Friday, 25 July 2014

Kabuki theatre on "corruption" - Cuomo

Gov. Cuomo isn’t like to face any serious electoral fallout from his recent embarrassing display of old-fashioned corruption. His GOP opponent this November is a non-entity in a state where for a Republican to stand a chance they either have to be celebrities or possess bank accounts in 11 figures.

But Cuomo’s plans to shine on the national stage took a serious hit this week with revelations that he systematically interfered with his own ha-ha ‘anti-corruption’ commission named in August, 2013, before finally pulling the plug on it entirely in April.

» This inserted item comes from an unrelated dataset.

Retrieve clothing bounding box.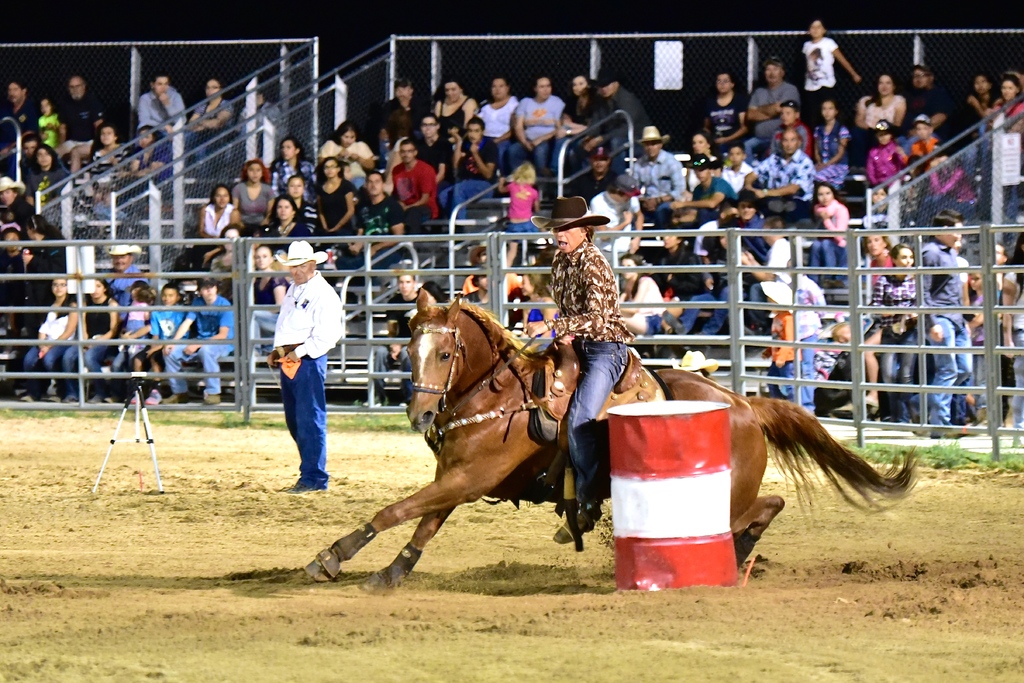
Bounding box: 113/302/154/379.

While no one expects sainthood to emerge from Albany over the next, say, 100 years, there was a faint hope that Cuomo’s enormous popularity and mandate would perhaps lead to some bit of housecleaning in that notoriously putrid statehouse.

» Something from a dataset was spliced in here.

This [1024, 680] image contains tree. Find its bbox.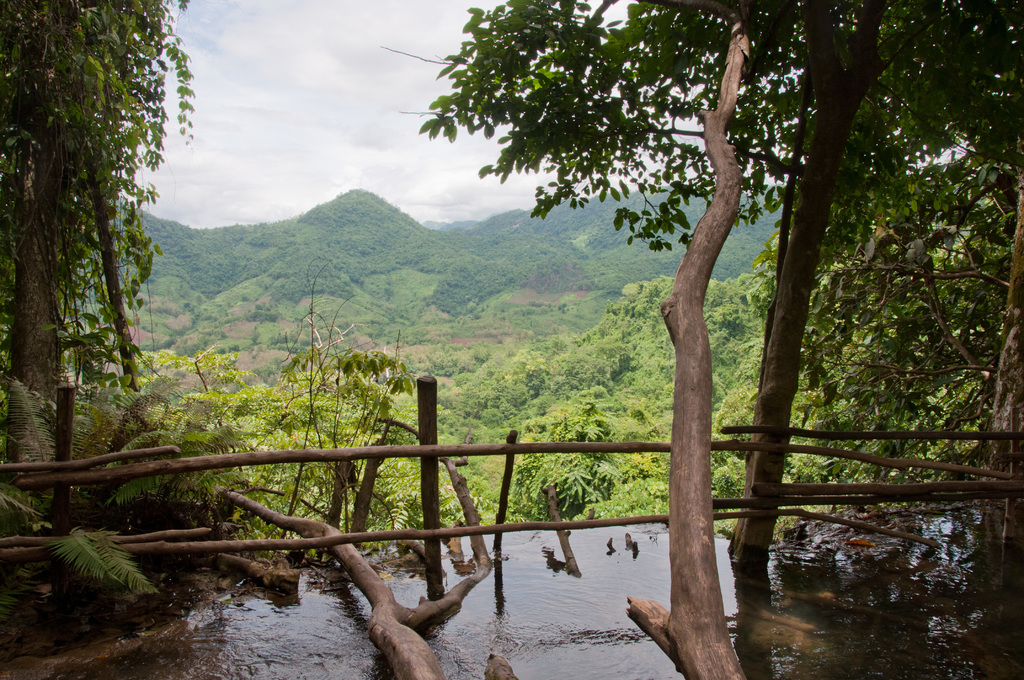
[x1=376, y1=0, x2=865, y2=679].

The litany of micromanagement and bullying reported by the Times this week is pretty appalling when we recall the gov’s own words when he announced with great bombast last year his decision to set up the commission in response to the steady parade of solons marching off to the courthouse and often prison. ‘Anything they want to look at, they can look at,’ said Cuomo at the time, ‘me, the lieutenant governor, the attorney general, the comptroller, any senator, any assemblyman,’ words that may yet disturb his sleep.

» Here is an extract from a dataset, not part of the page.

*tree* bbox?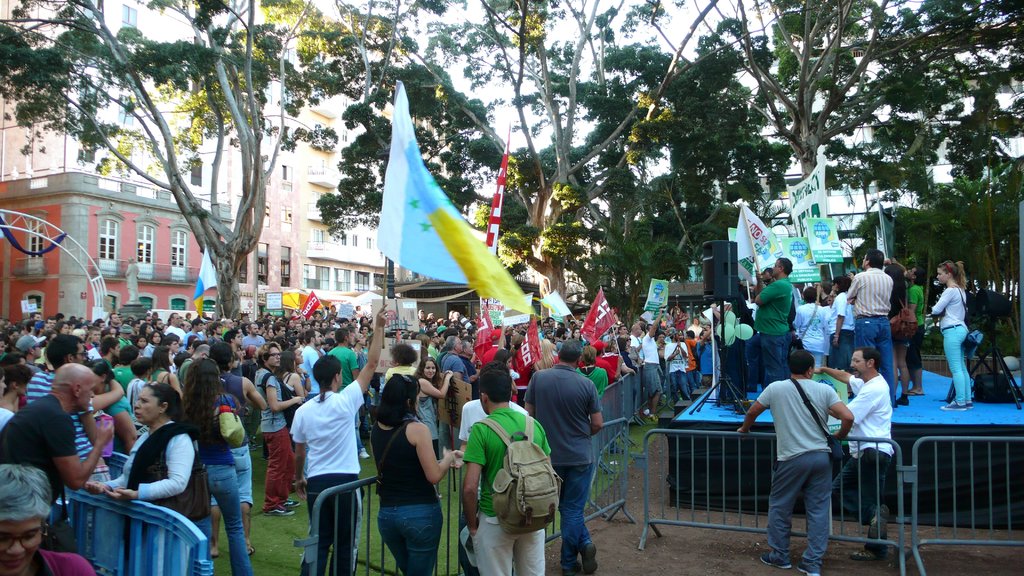
Rect(309, 0, 721, 296)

Cuomo didn’t clarify that his idea of ‘look at’ meant ‘admire from a distance’, sort of like touring the Statue of Liberty. Commission members mistakenly thought they were supposed to do something about what they saw.

There are vague noises about possible legal implications for Cuomo, and the federal prosecutor here in the city clearly can’t stand the guy. But the cozy system of paying-and-playing isn’t likely to be disturbed, and the governor sits on top of it. Former governor Spitzer, by contrast, might have actually had a chance to wreck it if he hadn’t shot himself in the, um, foot.

The brief rise and precipitously fall of yet one more attempt to rein in gross pocket-lining and opportunism by our elected (and appointed) officials is one more indicator of the pervasive cynicism and plummeting credibility of the entire system, which is reaching unheard-of levels. An anthropologist whose report I just read about (somewhere—sorry, no link), based on a ten-week tour of the U.S., concluded that across the political spectrum Americans believe their government is in the hands of an crass, greedy elite enriching itself, for which they feel profound contempt.

That doesn’t mean the pitchforks are coming out any time soon, but it does reflect a serious weakness of governability that our comfy rulers ought to take seriously but won’t. No one can predict where the increasingly stretched social fabric will rip apart, only that inevitably, eventually, it will.